Thursday, May 7, 2009

Can The Kindle DX Save Publishing?


Amazon this week announced the Kindle DX, a larger version of the original. The Kindle DX at $489 weighs 18.9 ounces compared to the earlier Kindle $359 at 10.2 ounces. It is touted for reading textbooks, newspapers, magazines and PDFs at potentially huge cost savings over printing and distributing paper-based products.

The Kindle DX, about 1/3" thick, has a 9.7" screen with 16 shades of gray, about 2.5 time the size of the earlier B/W model (known as the Kindle 2,) making it easier to represent 8.5" x 11" sheets as well as newspaper pages, including advertising and photos. It has 3.3 GB of storage, enough to hold about 3,500 books and can download additional material from Amazon via 3G cellular towers in about 60 seconds. There are no wireless fees or contracts.

Kindle DX can also read text out loud to you, provided the copyright holder allows it. It also can host an eight GB SD card for copying from internal memory or importing external data and music files.

Everyone has an opinion on where this technology is going and Amazon is not without competition. Their biggest advantage of Amazon's Kindle seems to be their legal arrangements for content.

The New York Times, The Boston Globe and The Washington Post plan pilot programs offering the new Kindle at a discount to some readers who sign up for subscriptions to read the news on the device. However, the Times/Globe in their usual short-sighted way, won't offer Kindle subscriptions in areas where their print edition is available.

Three textbook publishers (Pearson PLC, Cengage Learning and John Wiley & Sons Inc.) have agreed to sell books on the device. Collectively, they publish 60 percent of all higher-education textbooks, according to Amazon.

About six universities have agreed to run Kindle pilots in the fall, including Pace, Arizona State University, Case Western Reserve University, Princeton University, Reed College and the Darden School of Business at the University of Virginia.

But Kindle and some other e-book readers have lots of drawbacks. No color and little or no interactivity. For example, only a few readers allow making "notes in the margins." And people used to the wonders of HTML and the web will find huge shortcomings in e-book readers. Even the iPhone is superior in that sense.

For all those reasons, the future of electronic books is very uncertain. The potential cost advantage is the only convincing element in the mix. But it also has to be an acceptable medium to the end user.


▸ YOUR GOAL
Please find the lines in the following records that hold "interactable", and copy them.

── DATA FOR THE TASK ──

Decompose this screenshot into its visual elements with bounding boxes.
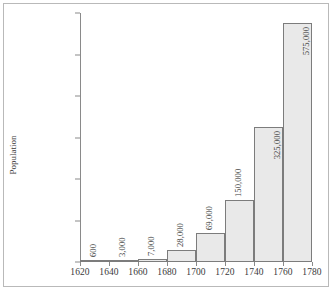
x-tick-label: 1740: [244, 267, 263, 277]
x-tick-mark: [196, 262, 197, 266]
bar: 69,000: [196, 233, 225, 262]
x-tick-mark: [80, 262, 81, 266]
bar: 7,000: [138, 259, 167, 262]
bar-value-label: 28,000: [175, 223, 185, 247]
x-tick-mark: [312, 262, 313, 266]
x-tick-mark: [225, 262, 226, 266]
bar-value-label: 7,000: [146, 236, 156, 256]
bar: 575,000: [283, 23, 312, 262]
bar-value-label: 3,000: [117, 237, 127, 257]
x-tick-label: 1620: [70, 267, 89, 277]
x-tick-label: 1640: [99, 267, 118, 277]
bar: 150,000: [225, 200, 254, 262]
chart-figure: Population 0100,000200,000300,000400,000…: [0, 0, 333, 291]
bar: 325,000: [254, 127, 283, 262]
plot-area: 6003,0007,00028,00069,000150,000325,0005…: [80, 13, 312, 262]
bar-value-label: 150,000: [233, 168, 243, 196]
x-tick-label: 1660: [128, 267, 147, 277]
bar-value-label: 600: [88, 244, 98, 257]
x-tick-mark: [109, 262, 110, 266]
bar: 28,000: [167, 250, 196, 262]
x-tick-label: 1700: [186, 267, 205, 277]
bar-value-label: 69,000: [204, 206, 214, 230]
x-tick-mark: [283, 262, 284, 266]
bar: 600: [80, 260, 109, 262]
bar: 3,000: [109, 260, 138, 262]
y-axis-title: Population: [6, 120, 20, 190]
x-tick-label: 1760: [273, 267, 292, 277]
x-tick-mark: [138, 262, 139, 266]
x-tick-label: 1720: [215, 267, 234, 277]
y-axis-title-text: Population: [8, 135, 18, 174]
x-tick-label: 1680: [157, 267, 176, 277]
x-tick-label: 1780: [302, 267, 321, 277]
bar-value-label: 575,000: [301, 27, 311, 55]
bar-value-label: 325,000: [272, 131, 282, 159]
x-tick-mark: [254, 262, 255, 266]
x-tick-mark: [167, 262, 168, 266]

───
── DATA FOR THE TASK ──

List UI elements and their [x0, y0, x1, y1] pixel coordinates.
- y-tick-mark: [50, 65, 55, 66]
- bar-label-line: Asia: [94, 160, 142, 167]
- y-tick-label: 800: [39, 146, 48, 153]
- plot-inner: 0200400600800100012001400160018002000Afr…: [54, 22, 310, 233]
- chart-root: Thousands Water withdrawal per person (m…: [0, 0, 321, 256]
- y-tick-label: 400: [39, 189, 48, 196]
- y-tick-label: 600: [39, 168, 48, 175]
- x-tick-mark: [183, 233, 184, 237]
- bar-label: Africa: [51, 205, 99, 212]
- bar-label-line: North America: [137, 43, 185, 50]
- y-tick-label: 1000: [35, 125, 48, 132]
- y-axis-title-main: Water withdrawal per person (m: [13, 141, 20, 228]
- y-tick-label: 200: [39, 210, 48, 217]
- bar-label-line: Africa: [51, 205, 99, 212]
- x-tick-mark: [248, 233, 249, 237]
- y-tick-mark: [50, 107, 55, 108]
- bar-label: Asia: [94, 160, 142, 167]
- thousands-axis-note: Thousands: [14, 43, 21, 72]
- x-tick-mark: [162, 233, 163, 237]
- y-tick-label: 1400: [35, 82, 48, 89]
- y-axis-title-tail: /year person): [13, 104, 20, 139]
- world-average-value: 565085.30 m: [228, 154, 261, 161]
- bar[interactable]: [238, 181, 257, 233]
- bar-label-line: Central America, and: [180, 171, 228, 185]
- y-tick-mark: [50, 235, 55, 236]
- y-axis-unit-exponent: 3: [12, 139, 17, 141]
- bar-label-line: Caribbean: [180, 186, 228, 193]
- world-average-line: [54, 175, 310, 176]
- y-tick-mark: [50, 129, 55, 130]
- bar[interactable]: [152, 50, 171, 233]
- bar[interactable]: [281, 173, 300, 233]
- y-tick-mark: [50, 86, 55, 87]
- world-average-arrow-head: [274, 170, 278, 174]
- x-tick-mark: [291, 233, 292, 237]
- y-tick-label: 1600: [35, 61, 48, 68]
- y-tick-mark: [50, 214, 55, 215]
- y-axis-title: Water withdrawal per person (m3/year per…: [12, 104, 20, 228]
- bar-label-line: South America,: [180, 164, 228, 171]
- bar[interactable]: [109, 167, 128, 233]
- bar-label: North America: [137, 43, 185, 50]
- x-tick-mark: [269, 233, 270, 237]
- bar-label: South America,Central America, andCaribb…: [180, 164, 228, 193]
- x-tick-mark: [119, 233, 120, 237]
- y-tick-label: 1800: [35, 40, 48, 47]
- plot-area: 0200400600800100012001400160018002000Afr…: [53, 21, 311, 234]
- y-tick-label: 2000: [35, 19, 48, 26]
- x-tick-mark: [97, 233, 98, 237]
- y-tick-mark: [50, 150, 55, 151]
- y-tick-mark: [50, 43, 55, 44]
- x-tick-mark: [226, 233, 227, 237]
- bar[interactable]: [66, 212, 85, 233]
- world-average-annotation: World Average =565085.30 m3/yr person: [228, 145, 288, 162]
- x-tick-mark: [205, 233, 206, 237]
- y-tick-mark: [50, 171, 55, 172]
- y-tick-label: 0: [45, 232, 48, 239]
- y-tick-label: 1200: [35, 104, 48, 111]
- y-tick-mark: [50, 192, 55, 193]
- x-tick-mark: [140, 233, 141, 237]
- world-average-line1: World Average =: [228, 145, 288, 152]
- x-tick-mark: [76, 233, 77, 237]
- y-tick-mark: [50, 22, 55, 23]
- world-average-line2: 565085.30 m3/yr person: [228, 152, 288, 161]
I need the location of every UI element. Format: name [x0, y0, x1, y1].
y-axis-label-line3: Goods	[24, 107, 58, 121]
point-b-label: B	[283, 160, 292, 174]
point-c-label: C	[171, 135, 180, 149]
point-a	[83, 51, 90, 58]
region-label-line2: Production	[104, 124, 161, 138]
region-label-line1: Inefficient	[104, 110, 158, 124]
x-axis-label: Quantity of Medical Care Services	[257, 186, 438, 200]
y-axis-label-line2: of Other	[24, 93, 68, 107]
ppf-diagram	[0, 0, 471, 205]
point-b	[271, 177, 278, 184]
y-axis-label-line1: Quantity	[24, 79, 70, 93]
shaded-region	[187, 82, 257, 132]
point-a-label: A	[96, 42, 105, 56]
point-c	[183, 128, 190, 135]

───

▸ SOLUTION FOR THIS PROBLEM
- bar[interactable]: [238, 181, 257, 233]
- bar[interactable]: [152, 50, 171, 233]
- bar[interactable]: [281, 173, 300, 233]
- bar[interactable]: [109, 167, 128, 233]
- bar[interactable]: [66, 212, 85, 233]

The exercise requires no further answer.